[Sidenote: The Author.]

Among all schools of thought there has been an increasing conviction that this Epistle is genuine. It was included in Marcion's Apostolicon, or list of Pauline writings, it is contained in the Muratorian Fragment, it is quoted by the great Fathers of the close of the 2nd century, and is found in the Old Latin and Peshitta Syriac versions of the New Testament. The earnest and affectionate tone of the Epistle is thoroughly Pauline, and the argument that it is not genuine because it does not contain the same pronounced anti-Jewish teaching as we find in Romans is precarious, though it has seemed to some sceptics to be convenient. The argument might be turned in the opposite direction. For it would be just as reasonable to say that the absence of anti-Jewish doctrine proves that the Epistle was written before the great conflict with the semi-Christian Jews began, as to say that it proves that it was written by a forger after the conflict was over. One paragraph in the Epistle points decisively to an early date. In iv. 13-18 we find that some Thessalonians were under the delusion that it would be an exceptional thing for a Christian to die before the second coming of our Lord, and that those who did so die would miss some of the felicity appointed for the rest. Such a delusion must have been dispelled at a very early date. Moreover, the {126} comfort which St. Paul administers to those who are agitated by this notion gives us the idea that he expected Christ to return in his own lifetime. In this respect he writes to the Thessalonians something very different from what he writes in his later Epistles (Phil. i. 21-24; 2 Tim. iv. 6), or even in 2 Cor. v. 1. We need not be surprised that God left the great apostle in ignorance of an event which it is not given even to the angels to understand (Matt. xxiv. 36). But a forger, living after the apostle's death, would not be at all likely to represent his hero as falling into such a mistake.
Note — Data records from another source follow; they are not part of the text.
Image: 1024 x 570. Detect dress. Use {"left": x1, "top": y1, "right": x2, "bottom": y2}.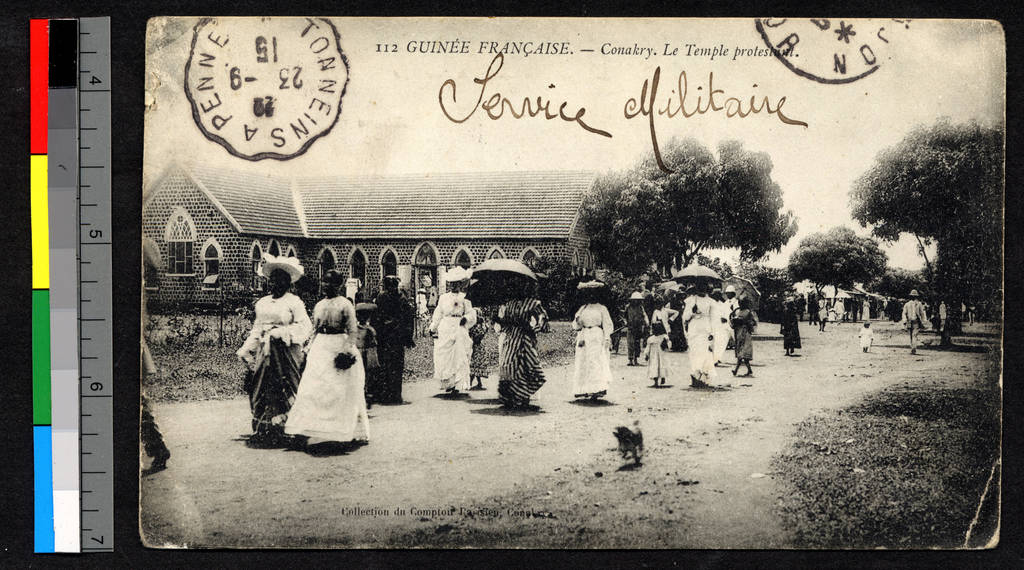
{"left": 682, "top": 299, "right": 721, "bottom": 384}.
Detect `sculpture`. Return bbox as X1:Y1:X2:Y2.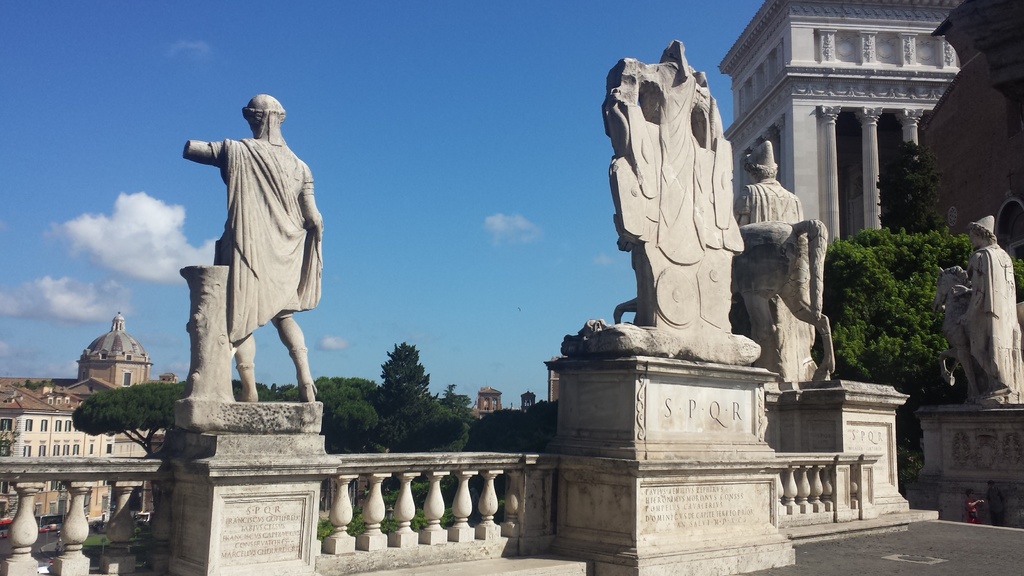
939:214:1023:404.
[Sidenote: To whom written.]

Thessalonica, the modern Saloniki, was the capital of part of Macedonia, situated in the middle of the bend of the Thermaic Gulf, and not far from Mount Olympus, the snow-clad home of the gods of Greece. It was a busy mercantile town, and in ready communication with Italy, as the great road called Via Egnatia passed through its walls. It contained then, as now, a considerable number of Jews among its inhabitants. In Christian times it became a great ecclesiastical centre, and was influential in the conversion of the Slavs and Bulgarians. It is still famous for its splendid Byzantine churches, though the finest have long since been converted into mosques by the Turks.
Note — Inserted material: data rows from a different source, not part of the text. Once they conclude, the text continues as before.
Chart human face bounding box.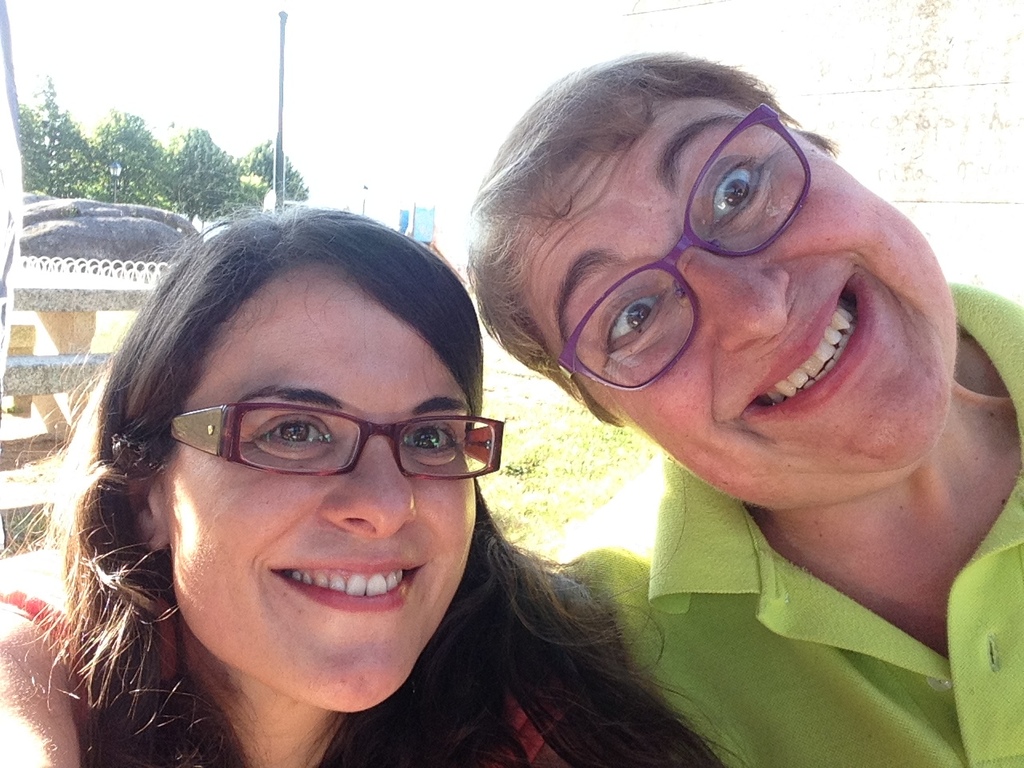
Charted: locate(164, 262, 470, 714).
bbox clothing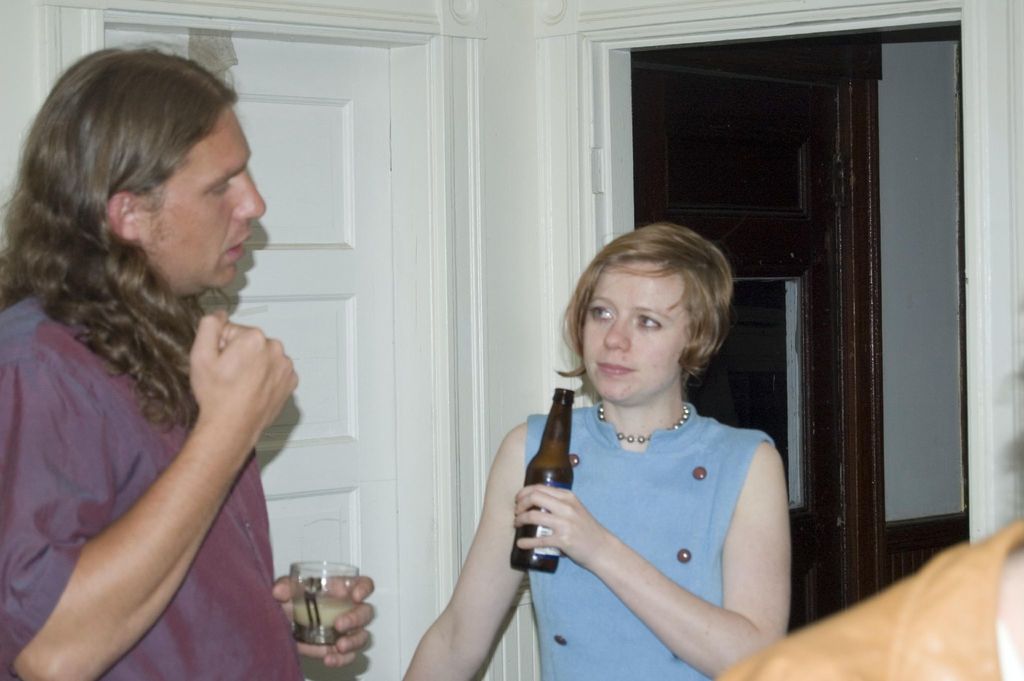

The Church was planted there by St. Paul on his second missionary journey, in A.D. 50 (Acts xvii.). He preached first to the Jews, and after his third visit to the synagogue he was rejected by the Jews, and he turned to the Gentiles. Some of these Thracian Gentiles were converts to Judaism, but they were people whose character could be trusted. In the mean time his Philippian converts twice sent aid to him (Phil. iv. 16). Previous to this the apostle had been earning his own bread, no doubt by tent-making. St. Paul was forced to leave Thessalonica in consequence of a riot stirred up by the Jews. He visited it again before his last journey to Jerusalem in A.D. 56.
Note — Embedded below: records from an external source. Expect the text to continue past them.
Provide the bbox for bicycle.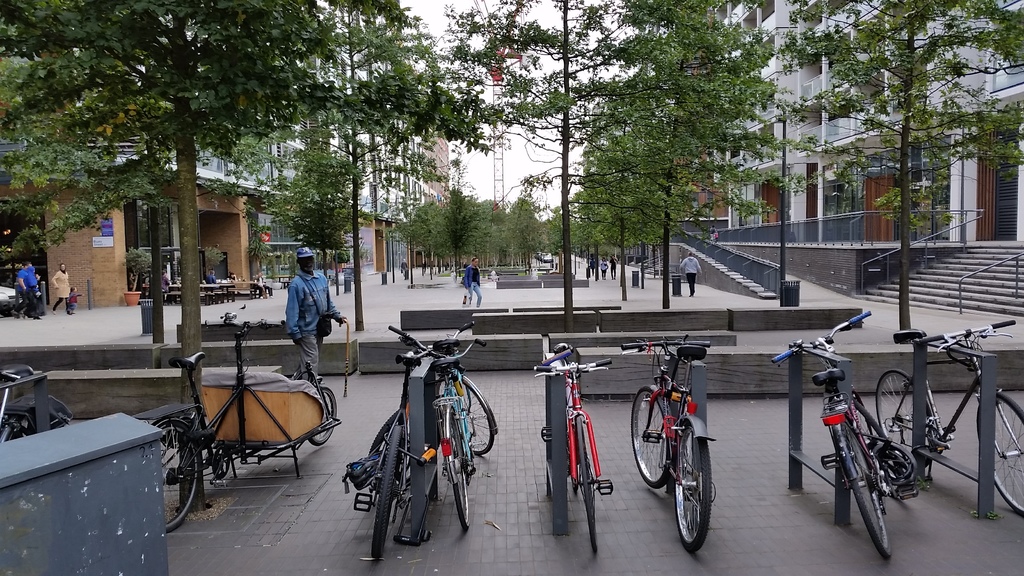
533:341:613:557.
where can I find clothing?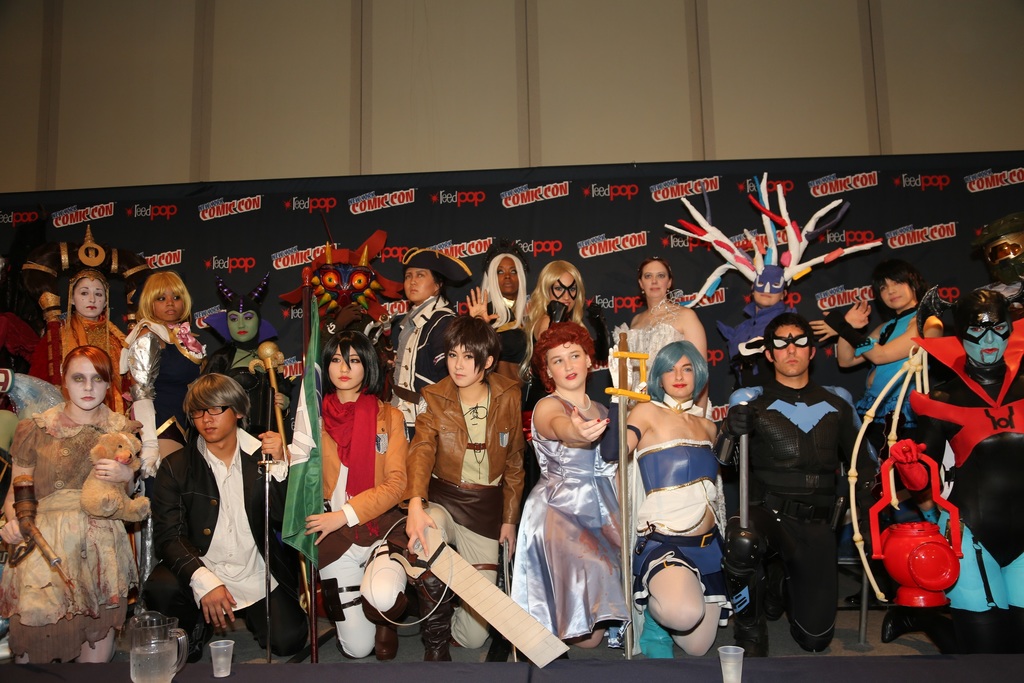
You can find it at (319, 388, 408, 659).
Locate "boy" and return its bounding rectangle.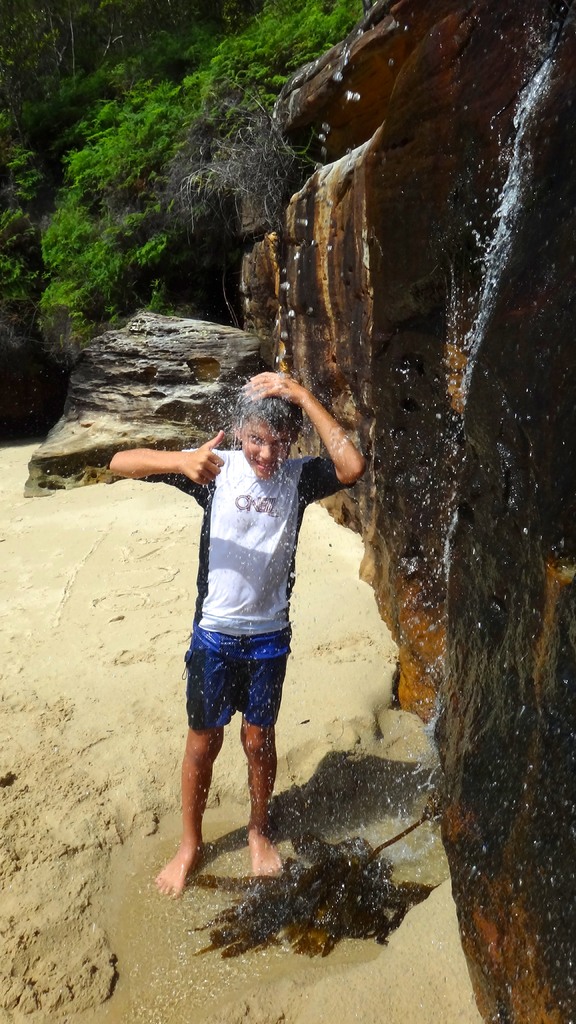
(x1=125, y1=369, x2=358, y2=851).
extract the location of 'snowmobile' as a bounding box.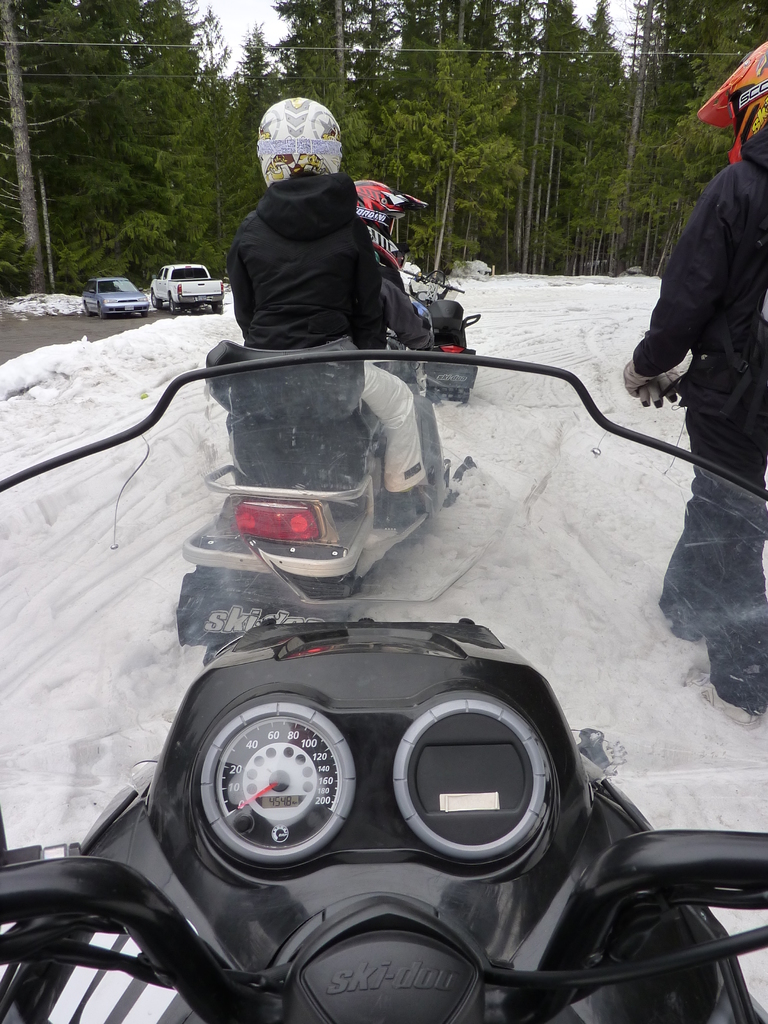
179:339:477:666.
1 Thess. i. 9 shows that the majority of the Christians had {127} been Gentile idolaters, though there were a few of Jewish blood. It was among the sturdy people of Macedonia that St. Paul won his steadiest recruits for Christ. Here, as in the letter to Philippi, we find that he uses words of more than ordinary affection. These converts are to St. Paul his "joy and crown" (1 Thess. ii. 19; Phil. iv. 1). He compares his relation with them to that of a nurse with her own children (1 Thess. ii. 7). When he wrote to the Corinthians he displayed his Macedonians as brilliant examples of Christian liberality and Christian loyalty (2 Cor. viii. 1-5). In this passage he alludes to their poverty, and these Epistles show that they had to work for their bread. They were exposed to bitter and continuous persecution from Jews, who were capable of inciting the roughs of the town to set on St. Paul (Acts xvii. 5).

[Sidenote: Where and when written.]

The Epistle was written from Corinth on the occasion of St. Paul's first visit there. When St. Paul had to leave Beroea in A.D. 50, Silas and Timothy remained (Acts xvii. 14, 15; xviii. 5). He sent for them to meet him at Athens, and when they had come, he despatched Timothy to Thessalonica (1 Thess. iii. 2). In October A.D. 50, St. Paul arrived at Corinth from Athens: Timothy and Silas rejoined him at Corinth, and the letter was written soon afterwards, probably early in A.D. 51.

[Sidenote: Character and Contents.]

The immediate cause of the Epistle was the arrival of Timothy with news from Thessalonica. The apostle's reasons for writing were: (a) to calm and encourage the converts whom he had so abruptly left; (b) to urge them to perform their ordinary duties. They had fallen into a state bordering on religious hysteria. Quite determined to be true to Christ, they had been demoralized by the strain of facing constant hostility. They had begun to take excessive interest in unfulfilled prophecy and eschatological speculation. The result was that individuals had become careless as to the performance of simple duties.